Centre for Addiction and Mental Health

  • Location: Toronto
  • Architect: Stantec, KPMB, Montgomery Sisam, Kearns Mancini Architects, Cannon Design
  • Industry: Healthcare
  • Photography: Tom Arban

The Collective worked alongside Stantec and PCL Constructors to create an area of healing for residents and visitors to CAMH and a safe place to work for all staff. With the opening of the Crisis & Critical Care Building and the McCain Complex Care & Recovery Building, the third of four phases of the most ambitious redevelopment in CAMH history.

The two new buildings, with 600,000 square feet of space, feature 235 inpatient beds. Other major enhancements to the CAMH Queen Street campus include:

1) A new state of the art Emergency Department. The Gerald Sheff and Shanitha Kacham Emergency Department is the only one in Ontario devoted exclusively to mental health treatment 24 hours a day, seven days a week.  With ED visits to CAMH having increased by more than 70 per cent in the past decade, the need for a modern ED more equipped to meet the rising demand for urgent mental health care was critical. Twice the size of the previous ED on College Street, it will reduce current wait times in Ontario and provide improved intake, assessment and triage procedures for patients.

2) Enhanced therapeutic recovery and healing environment inside and outside the new buildings. A new Tour de Bleu Therapeutic Neighborhood provides a variety of structured and evidence-based recovery programming for patients, including a chef school culinary certificate program run by George Brown College.  The Therapeutic Art Project, integrated into the design of both new buildings, features the work of visual artists with lived experience of mental illness.  The new TD Commons features a lush diversity of trees, shrubs and plants and beautifully lit walking paths for patients and their visiting loved ones to access as part of their recovery. It also acts as a meeting ground where the CAMH community intersects with the surrounding West Queen neighborhood.

3) Consolidation of education and clinical care to one location. One of the major benefits of locating the CAMH education spaces adjacent to their clinical care services is that it will foster collaborative opportunities for knowledge exchange, discovery and learning that will improve care and advance knowledge.

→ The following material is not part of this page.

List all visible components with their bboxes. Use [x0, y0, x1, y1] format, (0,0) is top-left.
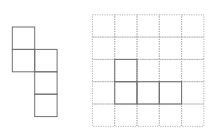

Delivered through the P3 (Public-Private Partnership) model, these two new buildings provide an empowering, dignified and safe environment that will transform care in our community, while advancing globally significant research and education.

The Centre for Addiction and Mental Health (CAMH) is Canada's largest mental health and addiction teaching hospital and a world leading research centre in this field. CAMH combines clinical care, research, education, policy development and health promotion to help transform the lives of people affected by mental illness and addiction. CAMH is fully affiliated with the University of Toronto and is a Pan American Health Organization/World Health Organization Collaborating Centre. 

The Collective procured and installed furniture across 16 floors of these 2 buildings. We are so proud to have been a part of the furniture team with CAMH and PCL and we look forward to seeing all the new ways CAMH can positively shape Toronto.